Daily Discipleship - Day 231: Repent and Be Baptized
May 3, 2026
Daily Discipleship • Day 231 • Thursday, December 17, 2026
Repent and Be Baptized
Acts 2:38-39
Pleasant Springs Church • ps-church.com
Pentecost. The Spirit has come, the disciples are speaking in other languages, and a crowd has gathered bewildered. Peter stands and preaches — his first sermon, which begins with Joel and ends with a declaration that God has made Jesus “both Lord and Christ” (v. 36). The crowd is cut to the heart and asks what to do. Peter's answer is the most compact statement of the gospel response in Acts: two imperatives (repent, be baptized), one promise (forgiveness + the Spirit), and an expansion of the audience that defies every ethnic and temporal boundary.
μετανοήσατε
metanoēsate · Greek“repent (aorist active imperative)”
Metanoeō is a compound of meta (after, change) and nous (mind) — a change of mind, a reversal of direction. The aorist imperative suggests a decisive, completed act: repent, do it, turn. The word is stronger than “feel sorry” and more comprehensive than “stop sinning.” It describes a full reorientation — what you are moving toward has changed, which changes everything about how you move. Peter is not calling for sentiment; he is calling for the kind of change that leaves you facing a different direction when you wake up the next morning.
Augustine's conversion was the most famous metanoia in church history: a brilliant young professor of rhetoric, restless in the wrong directions for years, who heard a child's voice saying “take and read” and opened Paul's letter to the Romans and was turned. He described repentance not as a moral achievement but as the soul finally moving in the direction it was always made to move — toward God. His Confessions is a book-length Acts 2:38: a personal account of what happens when the soul turns and receives the Spirit's gift.
The phrase “for all who are far off” in verse 39 is Peter's expansion of the promise beyond Jerusalem, beyond Israel. Augustine, a North African reading a letter originally written to Rome, was himself one of the “far off.” His life is the evidence that the promise landed at the distance Peter promised it would travel. The restlessness Augustine describes in his opening sentence is the precise condition that Peter's command addresses: the soul that is far off, restless, moving in the wrong direction. Turn. Be baptized. Receive the gift. The rest follows.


Assignment —
Copy each line of the material below that includes the string "marker".

Excerpted data —
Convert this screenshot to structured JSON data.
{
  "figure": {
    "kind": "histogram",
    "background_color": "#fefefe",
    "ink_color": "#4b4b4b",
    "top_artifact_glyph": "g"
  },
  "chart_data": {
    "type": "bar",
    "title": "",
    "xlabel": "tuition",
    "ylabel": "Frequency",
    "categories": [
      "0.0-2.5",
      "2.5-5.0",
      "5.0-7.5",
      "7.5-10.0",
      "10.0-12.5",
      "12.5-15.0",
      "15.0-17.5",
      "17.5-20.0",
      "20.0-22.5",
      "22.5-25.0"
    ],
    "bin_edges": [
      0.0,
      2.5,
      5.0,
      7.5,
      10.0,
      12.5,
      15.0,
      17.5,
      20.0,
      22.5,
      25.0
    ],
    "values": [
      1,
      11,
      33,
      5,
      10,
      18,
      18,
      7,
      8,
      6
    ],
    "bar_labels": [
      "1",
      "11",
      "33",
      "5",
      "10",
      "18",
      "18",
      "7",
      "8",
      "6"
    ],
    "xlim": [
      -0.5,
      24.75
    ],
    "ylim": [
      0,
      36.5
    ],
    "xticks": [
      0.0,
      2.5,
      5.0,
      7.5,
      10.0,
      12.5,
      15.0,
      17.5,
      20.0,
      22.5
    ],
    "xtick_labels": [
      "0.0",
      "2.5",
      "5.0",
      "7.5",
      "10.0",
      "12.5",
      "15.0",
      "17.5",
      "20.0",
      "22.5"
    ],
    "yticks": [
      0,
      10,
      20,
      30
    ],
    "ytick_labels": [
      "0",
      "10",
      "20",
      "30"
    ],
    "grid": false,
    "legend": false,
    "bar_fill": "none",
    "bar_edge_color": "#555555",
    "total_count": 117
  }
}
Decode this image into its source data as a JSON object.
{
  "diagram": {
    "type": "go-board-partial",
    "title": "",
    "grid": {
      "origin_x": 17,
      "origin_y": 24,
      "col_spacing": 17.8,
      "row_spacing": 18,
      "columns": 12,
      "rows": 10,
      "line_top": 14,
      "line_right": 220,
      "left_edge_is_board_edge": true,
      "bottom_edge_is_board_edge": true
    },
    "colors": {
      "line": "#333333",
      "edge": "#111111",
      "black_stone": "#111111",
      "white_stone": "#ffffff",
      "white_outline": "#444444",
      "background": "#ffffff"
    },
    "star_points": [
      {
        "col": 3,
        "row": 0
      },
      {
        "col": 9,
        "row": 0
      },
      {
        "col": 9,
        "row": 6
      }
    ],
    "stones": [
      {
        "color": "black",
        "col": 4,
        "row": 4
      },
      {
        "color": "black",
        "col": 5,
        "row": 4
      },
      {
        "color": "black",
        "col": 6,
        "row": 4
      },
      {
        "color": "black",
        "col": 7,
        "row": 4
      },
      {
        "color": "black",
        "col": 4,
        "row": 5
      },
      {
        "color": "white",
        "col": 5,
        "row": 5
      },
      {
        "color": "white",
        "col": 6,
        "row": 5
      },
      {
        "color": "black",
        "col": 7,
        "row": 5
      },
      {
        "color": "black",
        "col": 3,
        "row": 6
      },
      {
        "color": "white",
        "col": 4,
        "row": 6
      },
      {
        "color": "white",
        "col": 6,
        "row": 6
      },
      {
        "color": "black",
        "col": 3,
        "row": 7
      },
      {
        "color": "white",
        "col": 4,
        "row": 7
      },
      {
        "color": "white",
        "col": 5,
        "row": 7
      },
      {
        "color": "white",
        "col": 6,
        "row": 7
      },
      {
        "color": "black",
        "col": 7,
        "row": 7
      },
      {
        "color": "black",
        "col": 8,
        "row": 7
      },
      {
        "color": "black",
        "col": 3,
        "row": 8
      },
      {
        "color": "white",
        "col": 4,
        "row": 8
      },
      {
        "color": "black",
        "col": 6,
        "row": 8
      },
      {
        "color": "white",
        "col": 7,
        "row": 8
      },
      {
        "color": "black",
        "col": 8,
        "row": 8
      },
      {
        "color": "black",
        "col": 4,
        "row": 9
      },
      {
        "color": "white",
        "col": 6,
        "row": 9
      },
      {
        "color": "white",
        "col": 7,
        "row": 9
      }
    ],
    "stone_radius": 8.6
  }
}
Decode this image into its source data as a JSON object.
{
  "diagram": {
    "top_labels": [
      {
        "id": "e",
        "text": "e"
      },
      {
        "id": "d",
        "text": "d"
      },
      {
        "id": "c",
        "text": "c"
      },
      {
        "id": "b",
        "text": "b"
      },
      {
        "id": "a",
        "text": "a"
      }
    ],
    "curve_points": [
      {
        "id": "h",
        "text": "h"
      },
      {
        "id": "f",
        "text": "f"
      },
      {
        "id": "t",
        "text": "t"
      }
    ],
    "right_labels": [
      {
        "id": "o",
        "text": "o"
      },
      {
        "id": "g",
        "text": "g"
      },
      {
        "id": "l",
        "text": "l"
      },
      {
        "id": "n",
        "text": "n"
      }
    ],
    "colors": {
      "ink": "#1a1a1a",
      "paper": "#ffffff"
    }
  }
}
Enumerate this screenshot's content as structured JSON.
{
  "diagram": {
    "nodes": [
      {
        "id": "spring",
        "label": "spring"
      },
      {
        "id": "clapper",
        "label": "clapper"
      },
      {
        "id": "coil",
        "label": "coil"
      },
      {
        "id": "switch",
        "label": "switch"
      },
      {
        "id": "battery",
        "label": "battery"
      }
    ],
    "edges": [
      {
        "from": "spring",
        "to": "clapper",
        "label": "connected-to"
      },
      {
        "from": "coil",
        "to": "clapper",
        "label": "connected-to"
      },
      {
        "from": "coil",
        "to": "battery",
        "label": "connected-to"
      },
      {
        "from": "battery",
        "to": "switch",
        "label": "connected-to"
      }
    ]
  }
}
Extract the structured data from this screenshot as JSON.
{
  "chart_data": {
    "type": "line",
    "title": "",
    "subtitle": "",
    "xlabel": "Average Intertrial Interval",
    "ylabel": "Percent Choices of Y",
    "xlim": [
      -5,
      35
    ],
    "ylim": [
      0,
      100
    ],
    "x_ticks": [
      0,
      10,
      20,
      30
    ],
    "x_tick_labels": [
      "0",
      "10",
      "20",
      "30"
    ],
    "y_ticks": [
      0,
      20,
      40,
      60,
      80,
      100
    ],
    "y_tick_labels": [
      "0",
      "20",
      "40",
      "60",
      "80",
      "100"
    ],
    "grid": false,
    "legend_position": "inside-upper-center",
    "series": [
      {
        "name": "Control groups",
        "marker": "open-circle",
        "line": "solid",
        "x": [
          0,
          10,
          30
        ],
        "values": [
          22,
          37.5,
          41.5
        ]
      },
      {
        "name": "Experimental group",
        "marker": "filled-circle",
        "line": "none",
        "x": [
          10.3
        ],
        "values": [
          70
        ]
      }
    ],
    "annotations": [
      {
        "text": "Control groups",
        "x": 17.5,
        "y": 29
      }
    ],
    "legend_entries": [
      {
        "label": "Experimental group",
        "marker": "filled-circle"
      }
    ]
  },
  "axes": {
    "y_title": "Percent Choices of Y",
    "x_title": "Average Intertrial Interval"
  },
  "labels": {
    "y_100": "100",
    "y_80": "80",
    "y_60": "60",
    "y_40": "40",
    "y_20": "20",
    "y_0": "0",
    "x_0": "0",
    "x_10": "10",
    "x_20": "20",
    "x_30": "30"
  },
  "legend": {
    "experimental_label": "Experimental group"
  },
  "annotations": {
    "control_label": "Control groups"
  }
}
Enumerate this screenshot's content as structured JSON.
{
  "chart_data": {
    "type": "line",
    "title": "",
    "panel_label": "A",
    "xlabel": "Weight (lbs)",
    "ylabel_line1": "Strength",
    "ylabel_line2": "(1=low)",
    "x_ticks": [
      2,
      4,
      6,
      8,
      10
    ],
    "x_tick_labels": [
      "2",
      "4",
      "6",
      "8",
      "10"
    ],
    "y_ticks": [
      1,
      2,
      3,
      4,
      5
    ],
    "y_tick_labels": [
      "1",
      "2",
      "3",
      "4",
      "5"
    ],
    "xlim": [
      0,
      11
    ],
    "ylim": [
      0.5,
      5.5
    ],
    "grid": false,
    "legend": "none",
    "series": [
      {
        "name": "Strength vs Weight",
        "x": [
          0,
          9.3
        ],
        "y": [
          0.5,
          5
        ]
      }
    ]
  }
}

Output for this exercise —
        "marker": "open-circle",
        "marker": "filled-circle",
        "marker": "filled-circle"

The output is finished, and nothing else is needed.